Where should she begin? She can’t just come out with: ‘Your father is alive but maybe not for long and is sorry and wants to see you and by the way I want him all over again.’
‘Look, Mum . . .’
But, if she tells Marina, in the crying and blaming which will follow the story about the grandparents, and Mr Viney, will be lost. Isn’t that more urgent? What if they bump into each other and have a hideous two-family brawl on bloody Garthgate? Prioritize, Laura tells herself, but she is scared to. She knows that she must tell the old story first but not how to make herself say the words.
‘Sweetheart,’ she says quietly, ‘just let me . . . I need to think.’ She grips her left hand with her right: go on, she urges herself, viciously.
‘Mum— Mummy. Mum. I—’
And what happens if—
‘Mum.’
Marina is looking at her: her dear pale face. ‘I have something to tell you,’ Laura says bravely.
‘No,’ says Marina. ‘There’s something I’ve got to tell you.’
Two seconds before, Marina swore herself to secrecy. But Mr Viney keeps bursting into her brain; she hadn’t meant to say anything, but now she has begun. This is a desperate situation. Her mother looks worried. What if, thinks Marina, I tell her and she goes on the rampage? Shouts at Mr Viney? Mrs Viney? Oh God.
She clears her throat. ‘Look, will you concentrate? It’s really important. I . . . I can’t deal with it by myself. I need you.’
‘I’m listening,’ says her mother.
‘I did a mad thing.’
‘How mad? Oh Christ. Marina, not now.’
‘What do you mean?’
‘What have you done? Hell, no, no, don’t cry, my . . . don’t use your sleeve, love, hang on, there’s one in my bag. But tell me quickly, you know I hate—’
‘I . . . I can’t be a doctor any more.’
‘What? Of course you can.’
Now she has started down the wrong route, how can she go back? ‘I . . . I really can’t.’
‘Why?’
‘I can’t say.’
‘Marina. Don’t be silly. Say.’
<
br /> ‘I, I dropped chemistry. For history.’
‘Hang on,’ says her mother. ‘I don’t . . . you . . . sorry, what?’
‘I know,’ Marina says, blowing her nose. ‘It makes no sense.’
‘But how did you, what did you—’
‘It was so awful, not telling you. Don’t be cross.’
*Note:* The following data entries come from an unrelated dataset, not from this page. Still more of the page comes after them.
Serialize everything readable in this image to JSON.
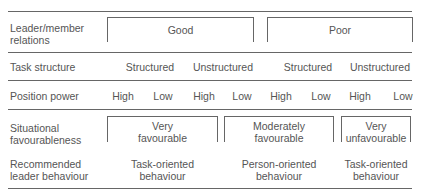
{
  "rows": {
    "relations": {
      "label_line1": "Leader/member",
      "label_line2": "relations",
      "groups": [
        "Good",
        "Poor"
      ]
    },
    "task_structure": {
      "label": "Task structure",
      "values": [
        "Structured",
        "Unstructured",
        "Structured",
        "Unstructured"
      ]
    },
    "position_power": {
      "label": "Position power",
      "values": [
        "High",
        "Low",
        "High",
        "Low",
        "High",
        "Low",
        "High",
        "Low"
      ]
    },
    "favourableness": {
      "label_line1": "Situational",
      "label_line2": "favourableness",
      "groups": [
        {
          "line1": "Very",
          "line2": "favourable"
        },
        {
          "line1": "Moderately",
          "line2": "favourable"
        },
        {
          "line1": "Very",
          "line2": "unfavourable"
        }
      ]
    },
    "behaviour": {
      "label_line1": "Recommended",
      "label_line2": "leader behaviour",
      "groups": [
        {
          "line1": "Task-oriented",
          "line2": "behaviour"
        },
        {
          "line1": "Person-oriented",
          "line2": "behaviour"
        },
        {
          "line1": "Task-oriented",
          "line2": "behaviour"
        }
      ]
    }
  }
}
‘I’m not cross,’ her mother says. ‘But . . . I’m completely confused. You can’t have. Why?’
‘I don’t even . . . it’s complicated,’ Marina says. Then she thinks of something which may help. ‘OK. You know that family I know? The, the Vineys?’
‘What?’
‘Guy’s, you know, Guy, my boyfriend, Guy?’
‘What about them?’
‘It was his father. No, don’t be— honestly. He’s an expert. He advised me. And I don’t even want to go to Cambridge any more. Don’t look like that. Please, Mum. Honestly, he’s . . .’ She has practised this speech so often; never mind that it is nonsense since last night. ‘I just want you to understand—’
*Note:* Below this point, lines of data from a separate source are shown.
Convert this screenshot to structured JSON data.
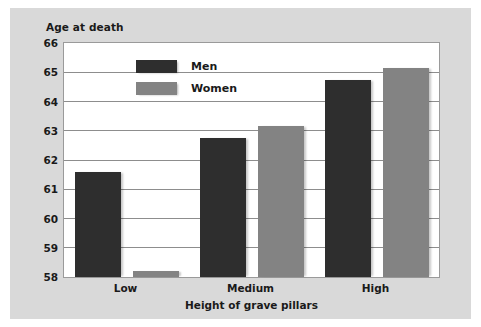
{
  "chart_data": {
    "type": "bar",
    "title": "",
    "xlabel": "Height of grave pillars",
    "ylabel": "Age at death",
    "categories": [
      "Low",
      "Medium",
      "High"
    ],
    "series": [
      {
        "name": "Men",
        "color": "#2e2e2e",
        "values": [
          61.6,
          62.75,
          64.75
        ]
      },
      {
        "name": "Women",
        "color": "#838383",
        "values": [
          58.2,
          63.15,
          65.15
        ]
      }
    ],
    "ylim": [
      58,
      66
    ],
    "yticks": [
      58,
      59,
      60,
      61,
      62,
      63,
      64,
      65,
      66
    ],
    "ytick_labels": [
      "58",
      "59",
      "60",
      "61",
      "62",
      "63",
      "64",
      "65",
      "66"
    ],
    "grid": true,
    "legend_position": "top-left-inside",
    "background_color": "#d9d9d9",
    "plot_background_color": "#ffffff",
    "gridline_color": "#8d8d8d"
  }
}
Her mother reaches out her hand. She takes hold of Marina’s shoulder and gives it a little shake.
‘Darling,’ she says. ‘There’s something I need you to know.’
Of course Laura has to tell her. The Farkases are right; there are things children should never be told, but an emergency seems to be slowly unfurling. So she tries.
And, naturally, fails. Is this because she is distracted by Peter, or because she is a bad mother? At first Marina is only interested in defending the Viney family: their refinement, their style, their elegance. The way that they never drop their t’s.
‘I don’t,’ says Laura. ‘Do I?’
‘All the time,’ says Marina crossly. ‘I’m always trying to s— to help you remember. People would take you more seriously.’
With a supermaternal effort, Laura manages not to smite her child. She merely says, ‘Sweetheart, you’ve misunderstood. It’s because of your grandfather. It’s what they did to him.’